Clipped DeepControl: deep neural network two-dimensional pulse design with an amplitude constraint layer
This work addresses a safety and reliability issue in MRI pulse design for medical imaging, but it is incremental as it builds on prior deep learning methods.
The authors tackled the problem of amplitude overshoots in deep learning-designed MRI pulses by extending a convolutional neural network with a custom clipping layer, which completely eliminated overshoots while maintaining the ability to compensate for field inhomogeneities.
Advanced radio-frequency pulse design used in magnetic resonance imaging has recently been demonstrated with deep learning of (convolutional) neural networks and reinforcement learning. For two-dimensionally selective radio-frequency pulses, the (convolutional) neural network pulse prediction time (few milliseconds) was in comparison more than three orders of magnitude faster than the conventional optimal control computation. The network pulses were from the supervised training capable of compensating scan-subject dependent inhomogeneities of B0 and B+1 fields. Unfortunately, the network presented with a non-negligible percentage of pulse amplitude overshoots in the test subset, despite the optimal control pulses used in training were fully constrained. Here, we have extended the convolutional neural network with a custom-made clipping layer that completely eliminates the risk of pulse amplitude overshoots, while preserving the ability to compensate the inhomogeneous field conditions.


- [TASK TO COMPLETE]: Note every line in the entries that contains the string "area", and copy it.

Figure collection entries
........

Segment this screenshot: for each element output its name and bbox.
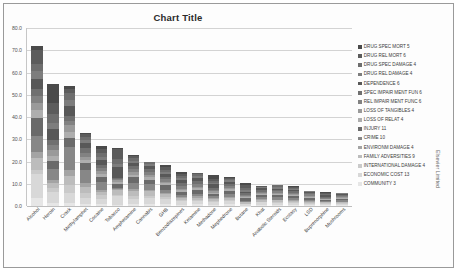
legend-label: CRIME 10 xyxy=(364,135,385,141)
figure-root: Chart Title 0.010.020.030.040.050.060.07… xyxy=(0,0,457,271)
bar-column[interactable] xyxy=(238,28,254,206)
bar-column[interactable] xyxy=(157,28,173,206)
stacked-bar[interactable] xyxy=(80,133,91,206)
legend-label: INTERNATIONAL DAMAGE 4 xyxy=(364,163,425,169)
stacked-bar[interactable] xyxy=(240,183,251,206)
plot-axes: 0.010.020.030.040.050.060.070.080.0 xyxy=(26,28,352,206)
legend-item[interactable]: REL IMPAIR MENT FUNC 6 xyxy=(358,99,436,105)
bar-column[interactable] xyxy=(318,28,334,206)
stacked-bar[interactable] xyxy=(192,173,203,206)
legend-label: LOSS OF TANGIBLES 4 xyxy=(364,108,414,114)
stacked-bar[interactable] xyxy=(31,46,42,206)
stacked-bar[interactable] xyxy=(64,86,75,206)
legend-swatch-icon xyxy=(358,182,362,186)
bar-column[interactable] xyxy=(141,28,157,206)
legend-label: DRUG REL MORT 6 xyxy=(364,53,406,59)
bar-column[interactable] xyxy=(270,28,286,206)
bar-segment xyxy=(31,50,42,63)
stacked-bar[interactable] xyxy=(160,165,171,206)
bar-column[interactable] xyxy=(302,28,318,206)
bar-segment xyxy=(64,147,75,170)
legend-swatch-icon xyxy=(358,173,362,177)
legend-swatch-icon xyxy=(358,146,362,150)
stacked-bar[interactable] xyxy=(96,146,107,206)
legend-item[interactable]: DRUG SPEC MORT 5 xyxy=(358,44,436,50)
legend-item[interactable]: LOSS OF RELAT 4 xyxy=(358,117,436,123)
bar-segment xyxy=(47,103,58,114)
legend-swatch-icon xyxy=(358,45,362,49)
stacked-bar[interactable] xyxy=(47,84,58,206)
bar-segment xyxy=(31,64,42,72)
stacked-bar[interactable] xyxy=(144,162,155,206)
y-axis-tick: 80.0 xyxy=(12,25,26,31)
bar-column[interactable] xyxy=(254,28,270,206)
legend-item[interactable]: INTERNATIONAL DAMAGE 4 xyxy=(358,163,436,169)
x-axis-label: Khat xyxy=(254,206,266,218)
bar-column[interactable] xyxy=(173,28,189,206)
bar-column[interactable] xyxy=(29,28,45,206)
bar-segment xyxy=(64,106,75,116)
bar-column[interactable] xyxy=(77,28,93,206)
legend-swatch-icon xyxy=(358,118,362,122)
bar-column[interactable] xyxy=(45,28,61,206)
stacked-bar[interactable] xyxy=(208,175,219,206)
x-axis-label-cell: Butane xyxy=(237,206,253,266)
legend-item[interactable]: DEPENDENCE 6 xyxy=(358,81,436,87)
legend-item[interactable]: SPEC IMPAIR MENT FUN 6 xyxy=(358,90,436,96)
stacked-bar[interactable] xyxy=(320,192,331,206)
legend-item[interactable]: COMMUNITY 3 xyxy=(358,181,436,187)
bar-segment xyxy=(47,129,58,139)
y-axis-tick: 70.0 xyxy=(12,47,26,53)
legend-label: DRUG SPEC DAMAGE 4 xyxy=(364,62,416,68)
bar-segment xyxy=(64,185,75,192)
bar-column[interactable] xyxy=(286,28,302,206)
bar-segment xyxy=(47,123,58,130)
bar-column[interactable] xyxy=(125,28,141,206)
legend-label: DEPENDENCE 6 xyxy=(364,81,400,87)
chart-legend: DRUG SPEC MORT 5DRUG REL MORT 6DRUG SPEC… xyxy=(358,44,436,190)
legend-label: LOSS OF RELAT 4 xyxy=(364,117,403,123)
bar-series-container xyxy=(27,28,352,206)
legend-item[interactable]: CRIME 10 xyxy=(358,135,436,141)
stacked-bar[interactable] xyxy=(336,193,347,206)
publisher-credit: Elsevier Limited xyxy=(435,150,441,188)
bar-segment xyxy=(96,182,107,190)
legend-item[interactable]: DRUG SPEC DAMAGE 4 xyxy=(358,62,436,68)
bar-column[interactable] xyxy=(334,28,350,206)
legend-item[interactable]: FAMILY ADVERSITIES 9 xyxy=(358,154,436,160)
bar-column[interactable] xyxy=(222,28,238,206)
stacked-bar[interactable] xyxy=(288,186,299,206)
bar-segment xyxy=(47,161,58,169)
stacked-bar[interactable] xyxy=(304,191,315,206)
bar-column[interactable] xyxy=(189,28,205,206)
legend-item[interactable]: LOSS OF TANGIBLES 4 xyxy=(358,108,436,114)
stacked-bar[interactable] xyxy=(224,177,235,206)
stacked-bar[interactable] xyxy=(272,185,283,206)
legend-item[interactable]: ENVIRONM DAMAGE 4 xyxy=(358,145,436,151)
stacked-bar[interactable] xyxy=(128,155,139,206)
x-axis-label-cell: Ecstasy xyxy=(286,206,302,266)
bar-segment xyxy=(47,192,58,203)
legend-swatch-icon xyxy=(358,127,362,131)
stacked-bar[interactable] xyxy=(256,186,267,206)
bar-column[interactable] xyxy=(61,28,77,206)
legend-swatch-icon xyxy=(358,109,362,113)
legend-item[interactable]: DRUG REL MORT 6 xyxy=(358,53,436,59)
stacked-bar[interactable] xyxy=(176,172,187,206)
bar-column[interactable] xyxy=(109,28,125,206)
legend-label: DRUG SPEC MORT 5 xyxy=(364,44,410,50)
legend-swatch-icon xyxy=(358,82,362,86)
bar-segment xyxy=(31,103,42,111)
bar-column[interactable] xyxy=(93,28,109,206)
legend-item[interactable]: DRUG REL DAMAGE 4 xyxy=(358,71,436,77)
bar-segment xyxy=(64,93,75,100)
legend-item[interactable]: ECONOMIC COST 13 xyxy=(358,172,436,178)
stacked-bar[interactable] xyxy=(112,148,123,206)
bar-segment xyxy=(64,138,75,147)
bar-segment xyxy=(64,176,75,185)
y-axis-tick: 20.0 xyxy=(12,159,26,165)
legend-item[interactable]: INJURY 11 xyxy=(358,126,436,132)
bar-column[interactable] xyxy=(206,28,222,206)
bar-segment xyxy=(31,118,42,136)
y-axis-tick: 50.0 xyxy=(12,92,26,98)
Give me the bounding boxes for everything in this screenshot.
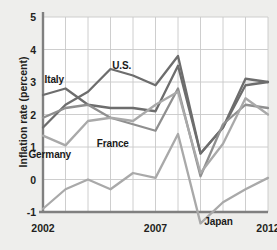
series-label-japan: Japan [204, 216, 232, 227]
inflation-rate-line-chart: Inflation rate (percent) 543210-1 200220… [0, 0, 277, 250]
y-tick-label: 4 [14, 45, 36, 55]
y-tick-label: 3 [14, 77, 36, 87]
y-tick-label: 2 [14, 110, 36, 120]
series-label-us: U.S. [112, 60, 131, 71]
y-tick-label: 0 [14, 175, 36, 185]
y-tick-label: -1 [14, 207, 36, 217]
x-tick-label: 2002 [31, 222, 54, 234]
series-label-italy: Italy [44, 74, 64, 85]
x-tick-label: 2012 [256, 222, 277, 234]
x-tick-label: 2007 [144, 222, 167, 234]
series-label-germany: Germany [28, 149, 71, 160]
y-tick-label: 5 [14, 12, 36, 22]
plot-area [0, 0, 277, 250]
series-label-france: France [97, 138, 129, 149]
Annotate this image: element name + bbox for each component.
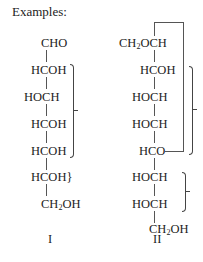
bracket-i (70, 64, 74, 158)
row-hcoh-2: HCOH (31, 117, 66, 131)
row-hoch-1: HOCH (132, 90, 167, 104)
label-i: I (48, 232, 52, 246)
row-hcoh-3: HCOH (31, 144, 66, 158)
row-hoch: HOCH (24, 90, 59, 104)
row-hoch-3: HOCH (132, 170, 167, 184)
row-hcoh-4: HCOH} (31, 170, 72, 184)
heading: Examples: (12, 5, 67, 19)
row-ch2och: CH2OCH (119, 36, 167, 54)
row-ch2oh: CH2OH (41, 197, 80, 215)
bracket-ii-lower (182, 172, 186, 212)
label-ii: II (153, 232, 161, 246)
row-hoch-4: HOCH (132, 197, 167, 211)
bracket-ii-upper (189, 66, 193, 155)
row-hcoh-1: HCOH (31, 63, 66, 77)
row-hco: HCO (139, 144, 165, 158)
row-cho: CHO (41, 36, 67, 50)
row-hoch-2: HOCH (132, 117, 167, 131)
row-hcoh: HCOH (140, 63, 175, 77)
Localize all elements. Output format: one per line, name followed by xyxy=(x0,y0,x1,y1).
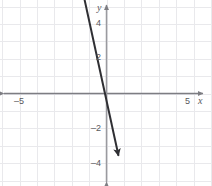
x-axis-label: x xyxy=(198,96,202,106)
y-tick-label-2: 2 xyxy=(96,53,101,62)
graph-canvas xyxy=(0,0,212,186)
coordinate-plane-graph: –5 5 4 2 –2 –4 y x xyxy=(0,0,212,186)
y-tick-label-neg4: –4 xyxy=(91,159,101,168)
y-tick-label-neg2: –2 xyxy=(91,124,101,133)
x-tick-label-5: 5 xyxy=(185,97,190,106)
x-tick-label-neg5: –5 xyxy=(14,97,24,106)
y-axis-label: y xyxy=(97,3,101,13)
y-tick-label-4: 4 xyxy=(96,19,101,28)
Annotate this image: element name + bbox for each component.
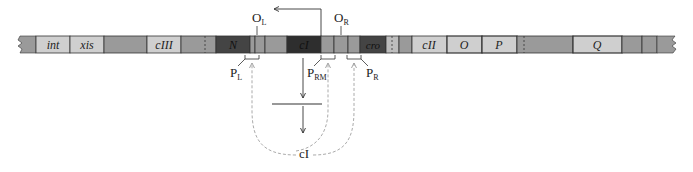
PL-main: P	[230, 65, 237, 80]
PL-sub: L	[237, 73, 242, 82]
gene-label-P: P	[494, 38, 503, 52]
feedback-arrow-to-PL	[252, 63, 296, 155]
cI-repressor-label: cI	[299, 146, 309, 161]
svg-text:OL: OL	[252, 10, 266, 27]
svg-text:PL: PL	[230, 65, 242, 82]
OR-region-a	[321, 36, 334, 53]
OL-main: O	[252, 10, 261, 25]
transcription-arrow-left	[274, 9, 321, 36]
OR-sub: R	[343, 18, 349, 27]
PRM-main: P	[307, 65, 314, 80]
dna-bar	[18, 36, 676, 53]
gene-label-Q: Q	[593, 38, 602, 52]
promoter-PRM: PRM	[307, 55, 335, 82]
PR-sub: R	[373, 73, 379, 82]
operator-OL: OL	[252, 10, 266, 35]
svg-text:OR: OR	[334, 10, 349, 27]
right-torn-edge	[657, 36, 676, 53]
promoter-PL: PL	[230, 55, 259, 82]
spacer-8	[642, 36, 657, 53]
PRM-sub: RM	[314, 73, 326, 82]
svg-text:PRM: PRM	[307, 65, 327, 82]
gene-label-cII: cII	[422, 38, 436, 52]
left-torn-edge	[18, 36, 36, 53]
OR-region-c	[348, 36, 360, 53]
spacer-2	[181, 36, 216, 53]
gene-label-int: int	[47, 38, 60, 52]
gene-label-O: O	[460, 38, 469, 52]
gene-label-xis: xis	[79, 38, 94, 52]
operator-OR: OR	[334, 10, 349, 35]
svg-text:PR: PR	[366, 65, 379, 82]
OL-region-b	[255, 36, 265, 53]
gene-label-cI: cI	[299, 38, 309, 52]
OL-sub: L	[261, 18, 266, 27]
spacer-6	[517, 36, 573, 53]
cI-expression-pathway	[272, 58, 322, 133]
promoter-PR: PR	[347, 55, 379, 82]
gene-label-cro: cro	[366, 39, 381, 51]
OL-region-a	[250, 36, 255, 53]
OR-main: O	[334, 10, 343, 25]
PR-main: P	[366, 65, 373, 80]
OR-region-b	[334, 36, 348, 53]
lambda-phage-regulatory-map: int xis cIII N cI cro cII O P Q OL OR PL…	[0, 0, 693, 172]
spacer-3	[265, 36, 287, 53]
spacer-5	[399, 36, 412, 53]
spacer-7	[622, 36, 642, 53]
gene-label-N: N	[228, 38, 238, 52]
spacer-4	[386, 36, 399, 53]
spacer-1	[104, 36, 147, 53]
gene-label-cIII: cIII	[155, 38, 173, 52]
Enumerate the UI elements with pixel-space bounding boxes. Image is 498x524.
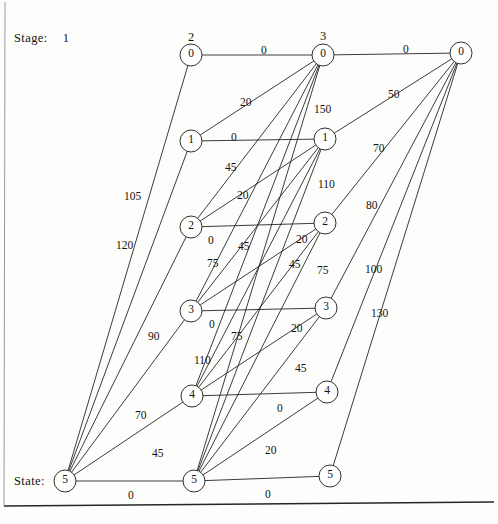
edge-weight-label: 70 [373,142,385,154]
edge-weight-label: 20 [296,233,308,245]
edge-weight-label: 110 [194,354,211,366]
edge-c1r5-c2r3 [72,320,185,472]
node-label-c3r3: 3 [314,300,338,312]
node-label-c3r1: 1 [313,131,337,143]
edge-weight-label: 45 [289,258,301,270]
edge-c2r5-c3r1 [198,149,321,470]
node-label-c3r5: 5 [318,468,342,480]
node-label-c2r4: 4 [180,388,204,400]
edge-c3r0-c4r0 [334,53,450,55]
node-label-c3r4: 4 [315,384,339,396]
node-label-c3r2: 2 [313,215,337,227]
edge-weight-label: 0 [209,318,215,330]
node-label-c2r5: 5 [182,473,206,485]
edge-weight-label: 130 [371,307,388,319]
edge-c3r5-c4r0 [333,64,457,466]
node-label-c2r2: 2 [179,219,203,231]
node-label-c3r0: 0 [311,47,335,59]
edge-c1r5-c2r0 [68,66,188,471]
edge-weight-label: 50 [388,88,400,100]
edge-weight-label: 45 [238,240,250,252]
edge-weight-label: 0 [261,44,267,56]
edge-weight-label: 0 [403,43,409,55]
edge-c3r2-c4r0 [332,62,454,215]
edge-weight-label: 20 [265,444,277,456]
edge-c1r5-c2r2 [70,237,186,471]
edge-c2r3-c3r1 [198,148,318,303]
edge-weight-label: 75 [231,330,243,342]
edge-weight-label: 105 [124,190,141,202]
stage-label-text: Stage: [14,31,48,45]
edge-c2r5-c3r4 [203,398,318,475]
node-layer [54,42,472,492]
diagram-page: Stage: 1 State: 23 002015050045110701052… [0,0,498,524]
node-label-c1r5: 5 [53,473,77,485]
edge-weight-label: 0 [231,131,237,143]
node-label-c2r0: 0 [179,47,203,59]
stage-label: Stage: 1 [14,31,69,46]
edge-weight-label: 45 [295,362,307,374]
state-label: State: [14,474,45,489]
edge-weight-label: 0 [128,489,134,501]
edge-weight-label: 20 [291,322,303,334]
column-header-2: 2 [179,30,203,45]
edge-weight-label: 0 [265,488,271,500]
node-label-c2r3: 3 [179,303,203,315]
edge-c2r5-c3r3 [201,317,320,473]
edge-weight-label: 20 [240,96,252,108]
node-label-c2r1: 1 [179,133,203,145]
edge-c2r2-c3r1 [200,145,316,221]
edge-weight-label: 100 [365,263,382,275]
left-rule [4,2,5,506]
edge-c3r4-c4r0 [331,63,457,382]
edge-c2r5-c3r5 [205,476,319,480]
edge-weight-label: 150 [314,103,331,115]
edge-weight-label: 75 [207,257,219,269]
edge-weight-label: 80 [366,199,378,211]
edge-weight-label: 0 [208,234,214,246]
node-label-c4r0: 0 [449,45,473,57]
frame-layer [4,2,494,506]
edge-weight-label: 45 [225,161,237,173]
edge-weight-label: 120 [116,239,133,251]
edge-layer [68,53,458,481]
edge-weight-label: 20 [237,189,249,201]
stage-first-value: 1 [63,31,70,45]
bottom-rule [4,502,494,506]
edge-weight-label: 45 [152,447,164,459]
network-graph [0,0,498,524]
column-header-3: 3 [311,29,335,44]
edge-weight-label: 110 [318,178,335,190]
edge-weight-label: 90 [148,330,160,342]
edge-weight-label: 70 [135,409,147,421]
edge-weight-label: 75 [317,264,329,276]
edge-weight-label: 0 [277,402,283,414]
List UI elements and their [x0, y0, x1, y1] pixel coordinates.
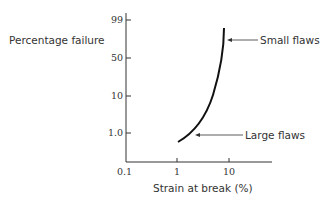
- y-axis-label: Percentage failure: [9, 35, 105, 46]
- x-tick-label-10: 10: [223, 167, 235, 177]
- annotation-small-flaws: Small flaws: [260, 35, 320, 46]
- y-tick-label-1: 1.0: [108, 128, 123, 138]
- x-tick-label-0.1: 0.1: [117, 167, 132, 177]
- y-tick-label-99: 99: [111, 15, 123, 25]
- x-axis-label: Strain at break (%): [153, 183, 253, 194]
- x-tick-label-1: 1: [174, 167, 180, 177]
- y-tick-label-10: 10: [111, 91, 123, 101]
- large-flaws-arrowhead: [195, 133, 200, 137]
- failure-curve: [178, 28, 224, 142]
- chart-plot-area: [0, 0, 327, 201]
- small-flaws-arrowhead: [227, 38, 232, 42]
- annotation-large-flaws: Large flaws: [245, 130, 305, 141]
- y-tick-label-50: 50: [111, 53, 123, 63]
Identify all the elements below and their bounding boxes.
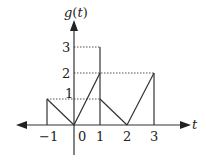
segment [127,73,154,125]
x-tick-2: 2 [123,129,131,144]
y-tick-3: 3 [62,40,70,55]
x-tick-neg1: −1 [39,129,58,144]
signal-plot: g(t) t 3 2 1 −1 0 1 2 3 [0,0,206,166]
signal-segments [47,47,154,125]
x-tick-0: 0 [78,129,86,144]
x-axis-left-arrow-icon [16,121,27,129]
y-tick-1: 1 [65,86,73,101]
segment [100,99,127,125]
x-axis-label: t [192,117,198,132]
y-tick-2: 2 [62,66,70,81]
x-tick-1: 1 [96,129,104,144]
y-axis-up-arrow-icon [70,20,78,31]
x-tick-3: 3 [150,129,158,144]
x-axis-right-arrow-icon [180,121,191,129]
segment [47,99,74,125]
y-axis-label: g(t) [64,5,88,20]
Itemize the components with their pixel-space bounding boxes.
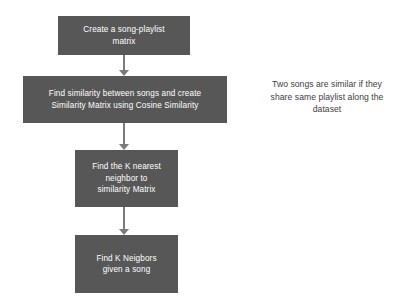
flowchart-node-label: Find similarity between songs and create…: [27, 88, 223, 111]
flowchart-node-line: neighbor to: [105, 174, 147, 183]
flowchart-node-line: similarity Matrix: [97, 185, 155, 194]
flowchart-node-line: Create a song-playlist: [83, 25, 164, 34]
flowchart-canvas: Create a song-playlist matrix Find simil…: [0, 0, 416, 307]
flowchart-annotation: Two songs are similar if they share same…: [252, 78, 402, 116]
annotation-line: share same playlist along the: [252, 91, 402, 104]
flowchart-node-label: Find the K nearest neighbor to similarit…: [79, 161, 174, 196]
flowchart-node-line: Find K Neigbors: [96, 254, 156, 263]
annotation-line: Two songs are similar if they: [252, 78, 402, 91]
flowchart-node-label: Find K Neigbors given a song: [79, 253, 174, 276]
flowchart-node-line: matrix: [113, 37, 136, 46]
flowchart-node-line: Find the K nearest: [92, 162, 161, 171]
flowchart-node-line: given a song: [103, 265, 151, 274]
arrow-stem: [123, 207, 125, 229]
flowchart-node-k-nearest-neighbor[interactable]: Find the K nearest neighbor to similarit…: [75, 150, 178, 207]
flowchart-node-create-matrix[interactable]: Create a song-playlist matrix: [58, 16, 190, 55]
flowchart-node-line: Similarity Matrix using Cosine Similarit…: [52, 101, 199, 110]
arrow-down-icon: [117, 123, 131, 150]
annotation-line: dataset: [252, 103, 402, 116]
arrow-stem: [123, 55, 125, 70]
flowchart-node-label: Create a song-playlist matrix: [62, 24, 186, 47]
flowchart-node-find-k-neighbors[interactable]: Find K Neigbors given a song: [75, 235, 178, 293]
arrow-down-icon: [117, 207, 131, 235]
flowchart-node-similarity-matrix[interactable]: Find similarity between songs and create…: [23, 76, 227, 123]
flowchart-node-line: Find similarity between songs and create: [49, 89, 201, 98]
arrow-down-icon: [117, 55, 131, 76]
arrow-stem: [123, 123, 125, 144]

........

- [RESPONSE TO THE TASK]:
plot-area [0, 0, 277, 250]
- chart-plot-area: [0, 0, 327, 201]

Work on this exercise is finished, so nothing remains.